Memory is a great and moral tool for this writer, the way it allows our past to be freshly revealed to us by events in the present

The lesson often comes in the form of an accident, or the intervention of fate. There is murder in three of these stories, two characters have genetic anomalies, there is a near-fatal fall during a family picnic, and a broken ankle sustained during a walk through the bush. Munro continues her conversation with the gothic – after all, she seems to say, these are the things that interest us, when we tell stories – but though the events are extreme, the endings are quiet. She goes to great lengths to achieve this, sifting through the possible, terrible, outcomes to find one that is less facile and more true. The man with his broken ankle does not die in the bush – why kill a character when you can teach him a lesson, instead? In fact the very plot devices that writers use to make their characters lives more difficult, like coincidence and synchronicity, work in his favour. Things are better, not worse, than he had assumed. In the end, he makes sense of his experience is by finding a word that had eluded him – once the sense of danger is named, he feels more safe.

Too Much Happiness is, to my mind, one of Munro's strongest collections, though these kinds of judgment fade into irrelevance when you look at the span of her work. Some themes have shifted or evolved over the years – her early stories are often about people who leave, or fail to leave, these later stories are more concerned with interlopers; characters who arrive and disrupt.

You can see the influence of Flannery O'Connor rise like a pentimento through the prose, though Munro offers her characters a different kind of redemption.

In Free Radicals, the arrival of a brutal stranger in Nita's house elicits a story from her. The story is a lie, but it is also a kind of expiation. Sins and the way to cure, or be rid of, them are a theme here too.

Munro's work often concerns the past, but something still niggles about her relationship with history. Perhaps the problem lies in the difference between a past that is anchored in living memory and a past that floats free of it. Memory is a great and moral tool for this writer, the way it allows our past to be freshly revealed to us by events in the present. Because of memory, our lives shift and make sense at the same time.
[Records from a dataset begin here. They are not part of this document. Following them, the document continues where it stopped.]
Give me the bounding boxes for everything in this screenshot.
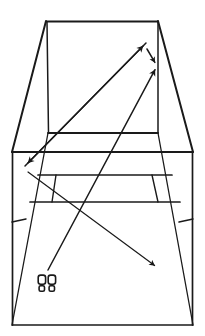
wall-tick-marks [12,219,193,222]
arrow-from-footprints-up-right [48,70,155,270]
ceiling-left-receding-edge [12,21,46,152]
arrow-down-right-short-link [147,49,155,62]
arrow-down-left-to-near-wall [28,43,146,163]
left-foot-sole [38,275,45,284]
drawing-canvas: Perspective line drawing of room interio… [0,0,205,336]
right-foot-sole [48,275,55,284]
perspective-line-drawing [0,0,205,336]
footprints-marker [38,275,55,291]
ceiling-right-receding-edge [158,21,193,152]
step-riser-right [152,175,158,202]
floor-right-receding-edge [158,133,193,325]
arrow-down-right-to-floor [28,172,155,266]
annotation-arrows [25,43,155,270]
floor-receding-edges [12,133,193,325]
left-foot-heel [39,286,44,291]
step-riser-left [52,175,56,202]
left-wall-tick [12,219,26,222]
right-foot-heel [49,286,54,291]
right-wall-tick [179,219,193,222]
back-wall-rectangle [47,22,159,134]
floor-step-structure [30,175,180,202]
back-wall-left-edge [47,22,49,133]
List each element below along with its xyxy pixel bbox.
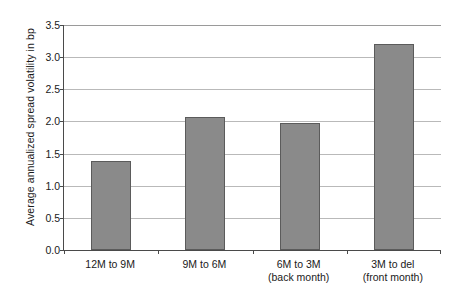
y-axis-tick-labels: 0.00.51.01.52.02.53.03.5 [34, 0, 60, 299]
y-tick-mark [60, 57, 64, 58]
x-tick-label: 3M to del(front month) [346, 258, 440, 284]
x-tick-label-sub: (front month) [346, 271, 440, 284]
x-tick-label: 9M to 6M [157, 258, 251, 271]
y-tick-label: 0.0 [34, 245, 60, 256]
plot-area [63, 25, 441, 251]
x-tick-label-main: 6M to 3M [277, 258, 321, 270]
bar-chart-figure: Average annualized spread volatility in … [0, 0, 461, 299]
x-axis-tick-labels: 12M to 9M9M to 6M6M to 3M(back month)3M … [63, 258, 440, 298]
y-tick-mark [60, 154, 64, 155]
x-axis-end-tick [440, 250, 441, 254]
bar [280, 123, 320, 250]
y-tick-mark [60, 121, 64, 122]
y-tick-label: 2.5 [34, 84, 60, 95]
y-tick-label: 1.5 [34, 148, 60, 159]
x-tick-label: 12M to 9M [63, 258, 157, 271]
x-tick-mark [158, 250, 159, 254]
y-tick-mark [60, 89, 64, 90]
y-tick-label: 0.5 [34, 212, 60, 223]
bar [185, 117, 225, 250]
y-tick-mark [60, 218, 64, 219]
x-tick-mark [253, 250, 254, 254]
y-tick-mark [60, 186, 64, 187]
x-tick-label: 6M to 3M(back month) [252, 258, 346, 284]
gridline [64, 25, 441, 26]
y-tick-label: 2.0 [34, 116, 60, 127]
x-tick-label-main: 9M to 6M [182, 258, 226, 270]
x-tick-label-main: 12M to 9M [85, 258, 135, 270]
x-tick-label-main: 3M to del [371, 258, 414, 270]
y-tick-label: 1.0 [34, 180, 60, 191]
x-tick-mark [347, 250, 348, 254]
y-tick-mark [60, 25, 64, 26]
x-tick-label-sub: (back month) [252, 271, 346, 284]
y-tick-label: 3.0 [34, 52, 60, 63]
bar [91, 161, 131, 250]
x-axis-end-tick [64, 250, 65, 254]
bar [374, 44, 414, 250]
y-tick-label: 3.5 [34, 20, 60, 31]
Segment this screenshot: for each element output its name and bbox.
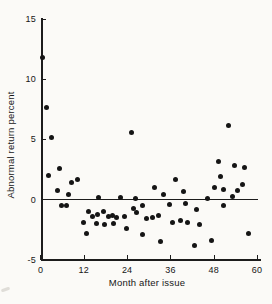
x-tick-label: 0	[31, 265, 51, 275]
data-point	[192, 243, 197, 248]
x-tick-mark	[127, 255, 128, 260]
data-point	[129, 130, 134, 135]
data-point	[64, 203, 69, 208]
data-point	[122, 214, 127, 219]
data-point	[178, 218, 183, 223]
data-point	[232, 163, 237, 168]
data-point	[55, 188, 60, 193]
y-tick-mark	[41, 259, 46, 260]
data-point	[230, 194, 235, 199]
data-point	[209, 238, 214, 243]
x-axis-title: Month after issue	[87, 277, 207, 288]
data-point	[242, 165, 247, 170]
data-point	[167, 202, 172, 207]
data-point	[158, 239, 163, 244]
data-point	[75, 177, 80, 182]
data-point	[221, 203, 226, 208]
data-point	[46, 173, 51, 178]
data-point	[49, 135, 54, 140]
x-tick-mark	[170, 255, 171, 260]
data-point	[235, 188, 240, 193]
data-point	[114, 215, 119, 220]
zero-line	[42, 199, 258, 200]
x-tick-label: 12	[74, 265, 94, 275]
y-tick-mark	[41, 139, 46, 140]
data-point	[205, 196, 210, 201]
x-tick-mark	[214, 255, 215, 260]
data-point	[156, 213, 161, 218]
data-point	[226, 123, 231, 128]
data-point	[69, 180, 74, 185]
data-point	[101, 209, 106, 214]
data-point	[216, 159, 221, 164]
data-point	[111, 221, 116, 226]
data-point	[134, 210, 139, 215]
data-point	[181, 189, 186, 194]
y-tick-label: 10	[12, 74, 36, 84]
x-tick-label: 24	[117, 265, 137, 275]
x-tick-mark	[84, 255, 85, 260]
scatter-figure: Abnormal return percent Month after issu…	[0, 0, 272, 304]
x-tick-mark	[257, 255, 258, 260]
y-tick-mark	[41, 79, 46, 80]
data-point	[194, 207, 199, 212]
data-point	[144, 216, 149, 221]
y-tick-label: 0	[12, 195, 36, 205]
data-point	[124, 226, 129, 231]
data-point	[66, 192, 71, 197]
data-point	[185, 220, 190, 225]
x-tick-label: 60	[247, 265, 267, 275]
data-point	[197, 222, 202, 227]
data-point	[212, 185, 217, 190]
data-point	[170, 220, 175, 225]
data-point	[152, 185, 157, 190]
y-tick-mark	[41, 19, 46, 20]
y-tick-label: 15	[12, 14, 36, 24]
data-point	[173, 177, 178, 182]
data-point	[94, 221, 99, 226]
data-point	[140, 203, 145, 208]
data-point	[240, 182, 245, 187]
data-point	[102, 222, 107, 227]
x-tick-label: 48	[204, 265, 224, 275]
scan-artifact	[1, 287, 10, 293]
y-tick-label: 5	[12, 134, 36, 144]
data-point	[150, 215, 155, 220]
data-point	[81, 220, 86, 225]
data-point	[96, 195, 101, 200]
x-tick-mark	[40, 255, 41, 260]
data-point	[246, 231, 251, 236]
x-axis-line	[41, 259, 261, 261]
data-point	[161, 192, 166, 197]
data-point	[57, 166, 62, 171]
data-point	[95, 212, 100, 217]
data-point	[44, 105, 49, 110]
data-point	[218, 174, 223, 179]
data-point	[40, 55, 45, 60]
x-tick-label: 36	[160, 265, 180, 275]
data-point	[221, 187, 226, 192]
data-point	[183, 201, 188, 206]
y-tick-label: -5	[12, 255, 36, 265]
data-point	[84, 231, 89, 236]
data-point	[140, 232, 145, 237]
y-tick-mark	[41, 199, 46, 200]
This might be a definition of what it is to grow; it may also be why Munro's stories are living things that refuse to be still on the page.

The most salutary thing, for her fellow writers, is the way that Munro, buffeted by our adulation, has carried on doing exactly what she always has done, with scarcely a wobble on the high wire. Of course, she might deny that there is a wire, she might say she is just walking on the ground. But it is a mistake to think that writers don't know what they are doing; in my experience, they know very well.

The argument over Munro's work, if there ever was one, was mostly about the short story as a form. It was not about whether the work was good, but whether such good work could ever be important. Well, duh! It turns out that good and important are the same thing, after all. If you are interested in “important,” of course, which Alice Munro is not.

Anne Enright won the Man Booker Prize in 2007 for her novel The Gathering. Her recent book of stories is called Yesterday's Weather.